● EXERCISE GOAL:
Only an exact copy belongs in the answer: the line with "reading: 1.7 (no unit)" and every line after it through the end of the records, pictures left out.

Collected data

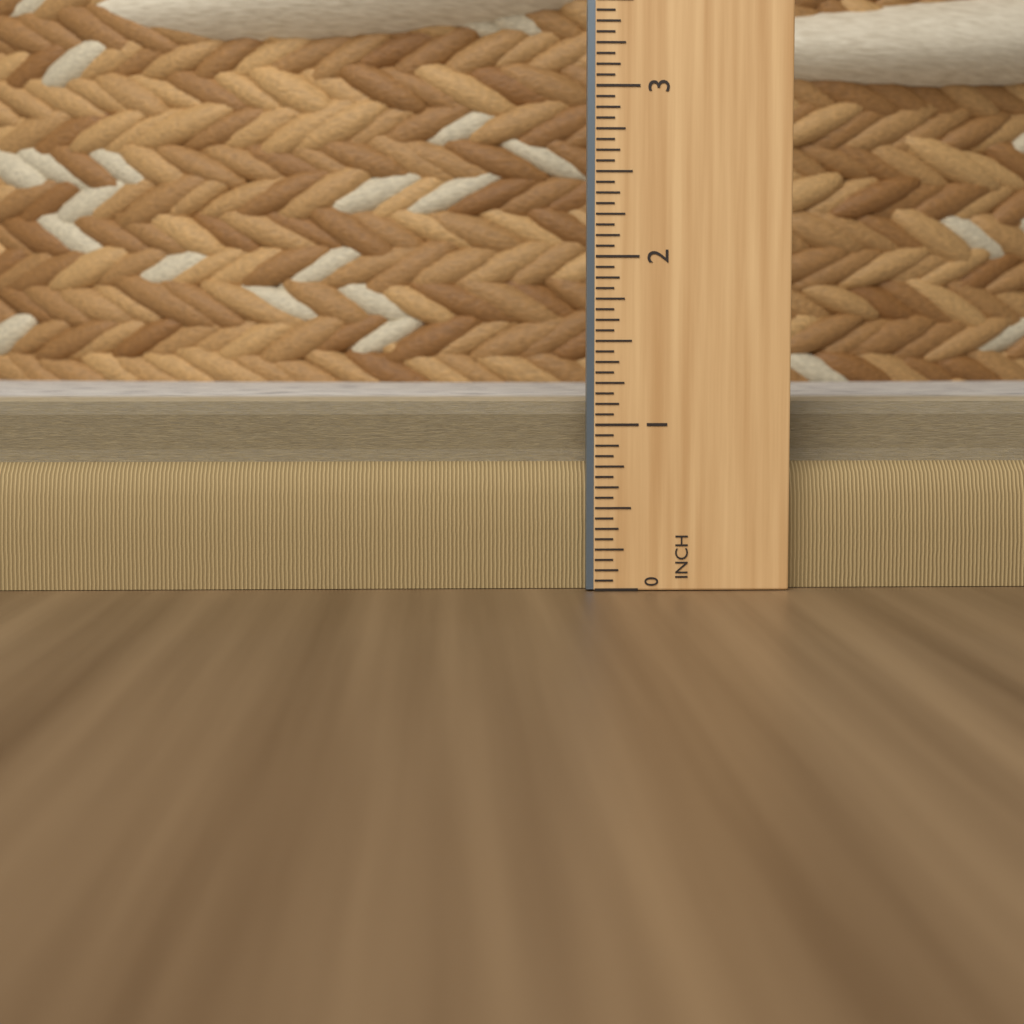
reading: 1.1250 in
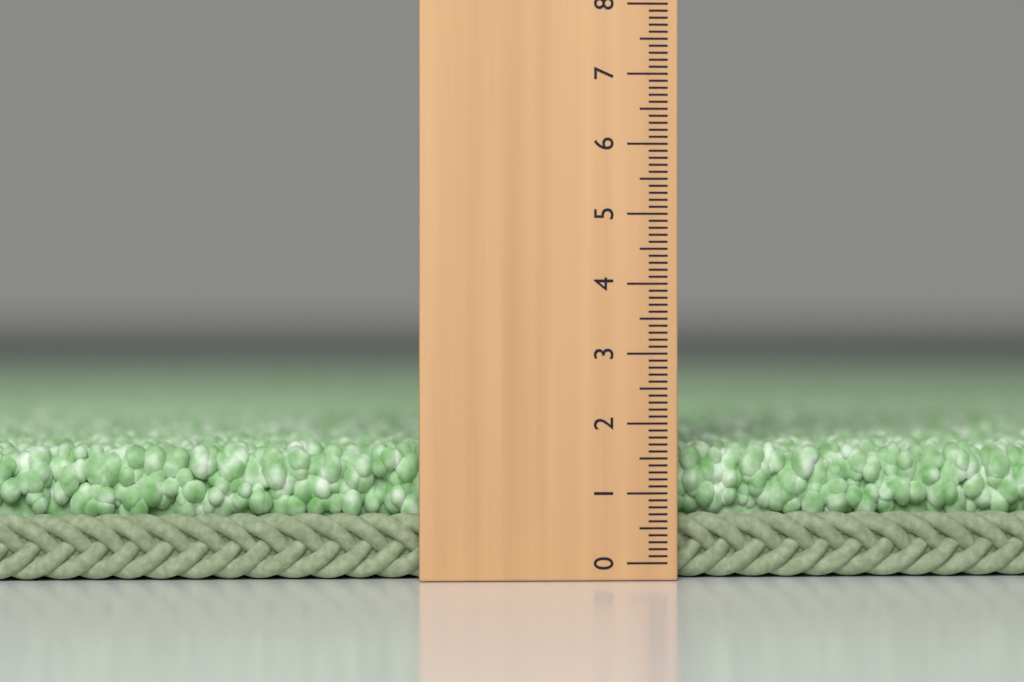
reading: 1.7 (no unit)
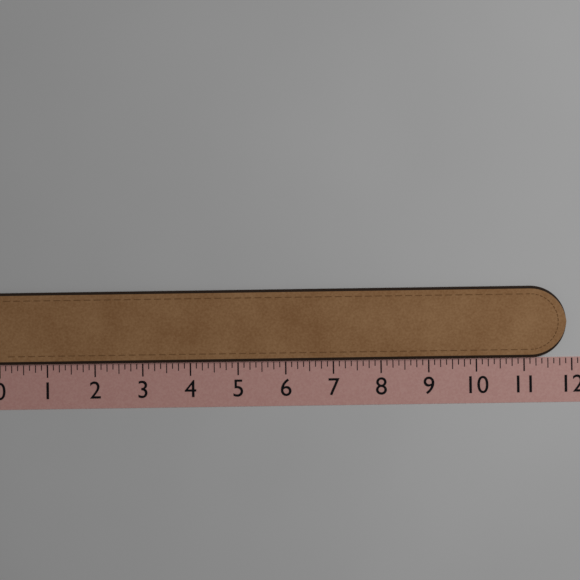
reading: 11.875 (no unit)
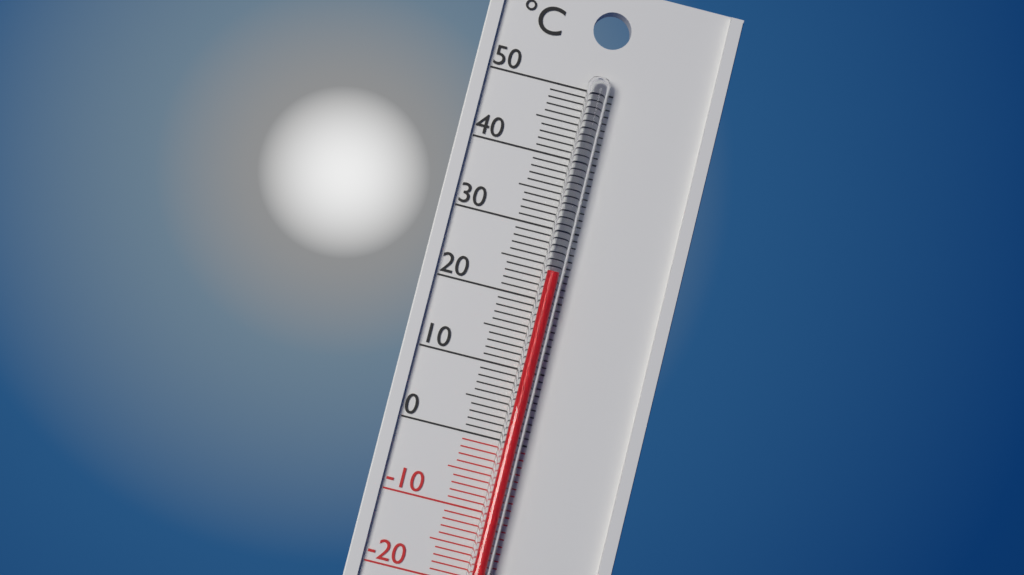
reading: 24 °C
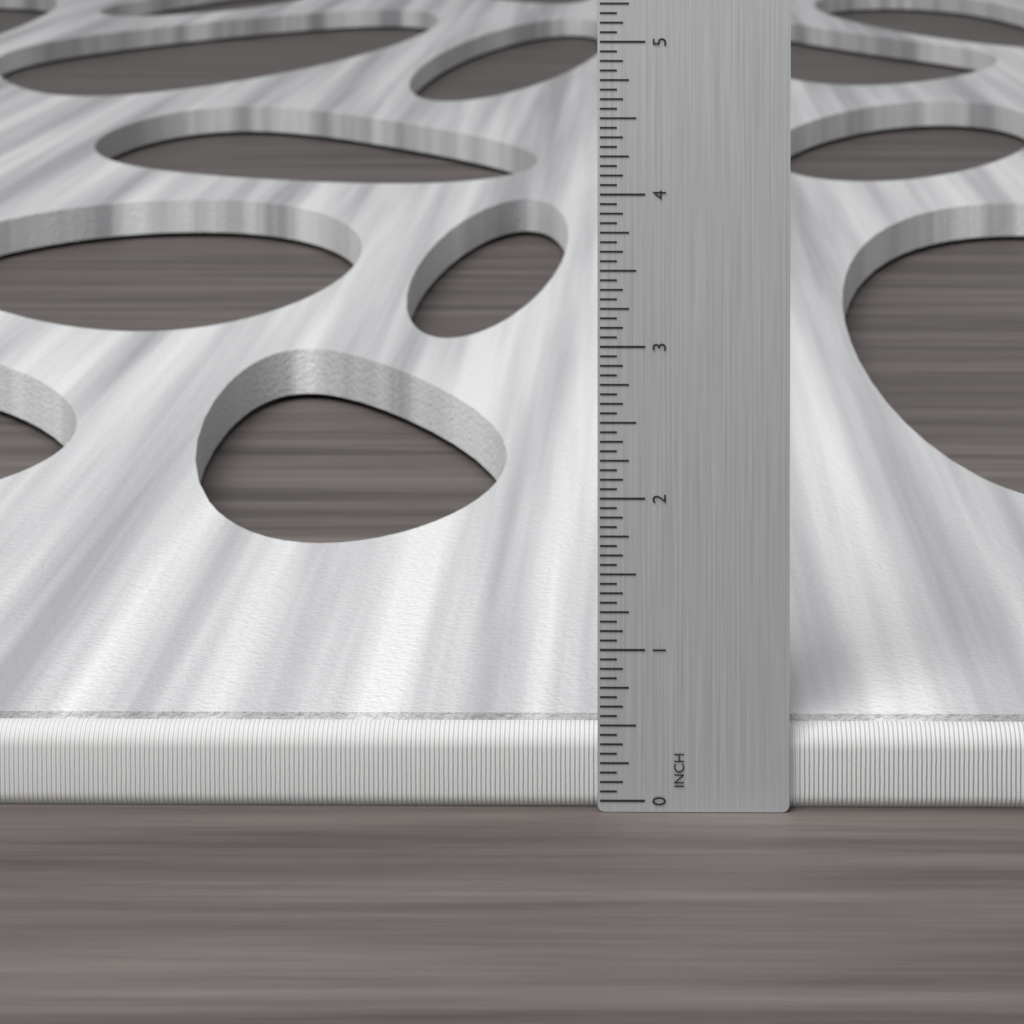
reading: 0.5000 in
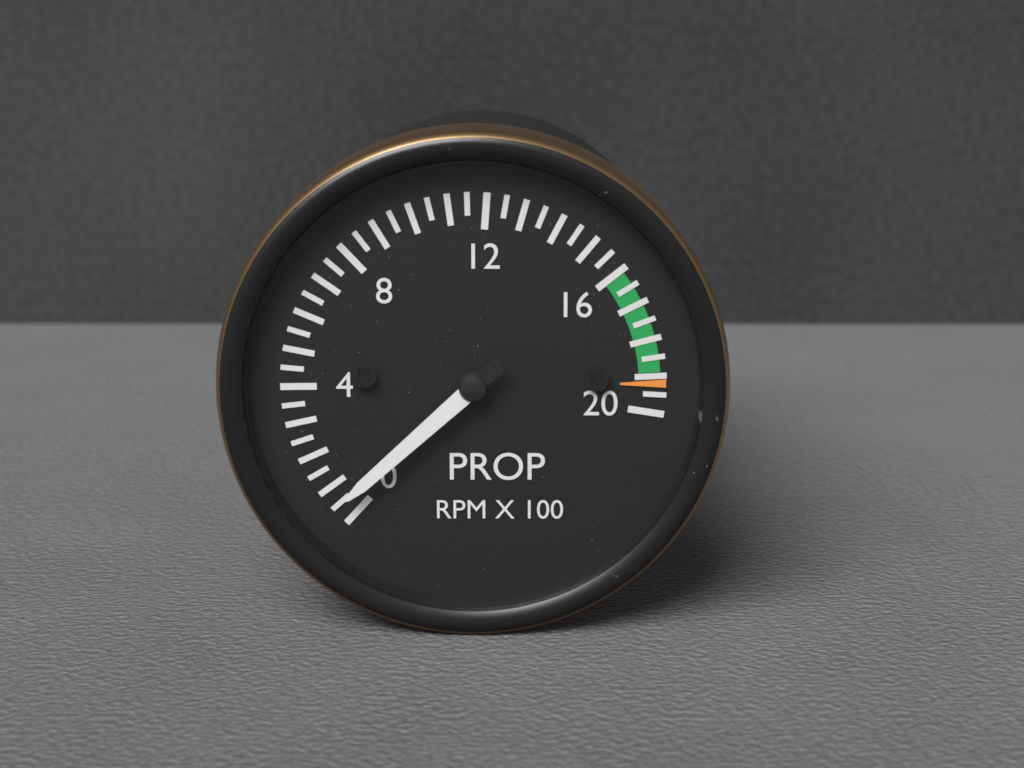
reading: 0.5 RPM X 100
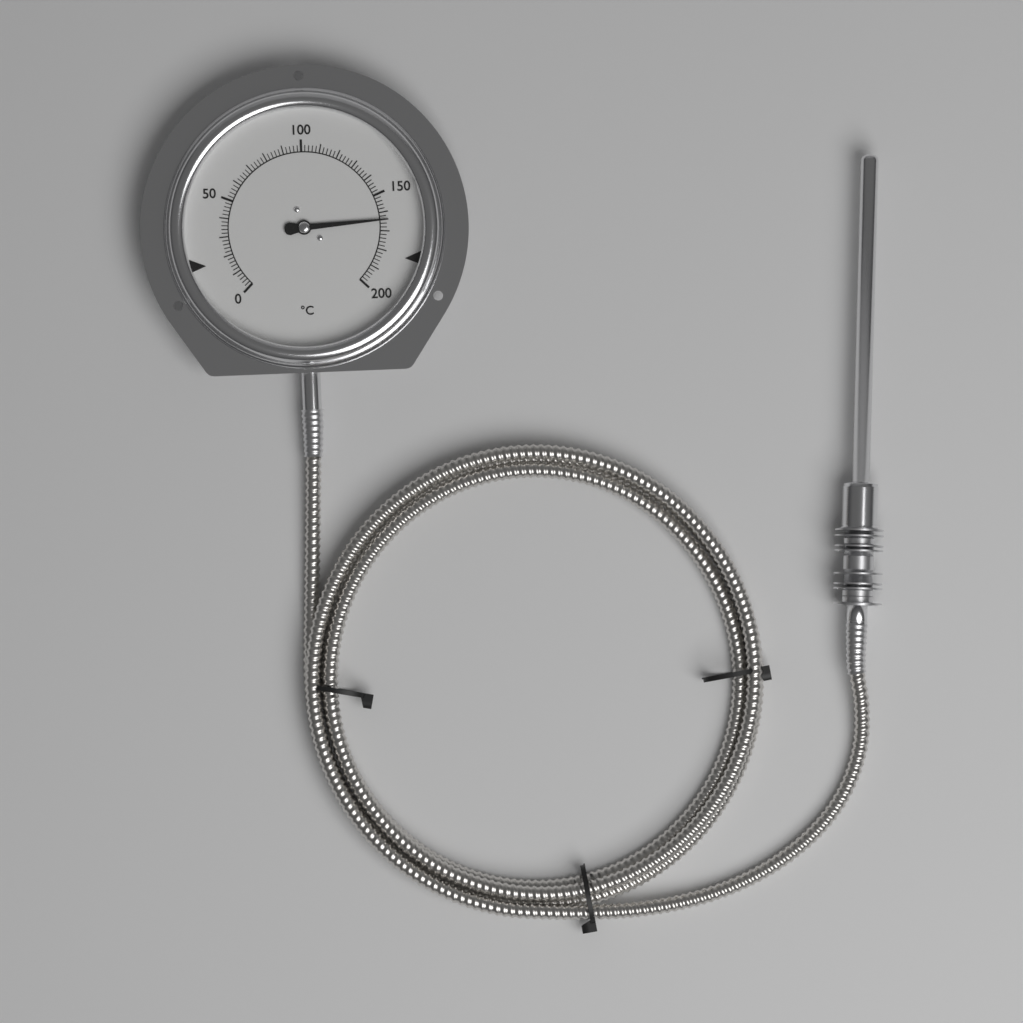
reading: 164 °C
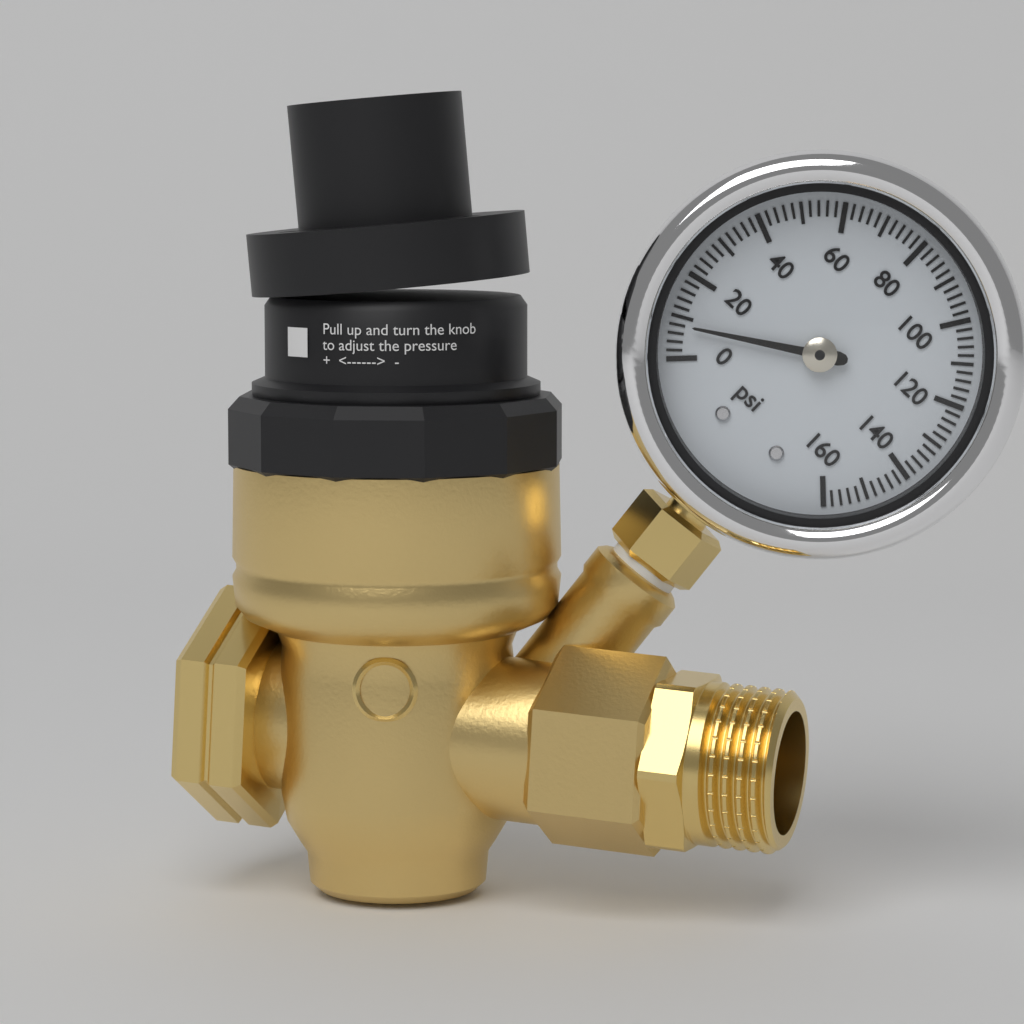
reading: 8 psi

● WRITTEN ANSWER:
reading: 1.7 (no unit)
reading: 11.875 (no unit)
reading: 24 °C
reading: 0.5000 in
reading: 0.5 RPM X 100
reading: 164 °C
reading: 8 psi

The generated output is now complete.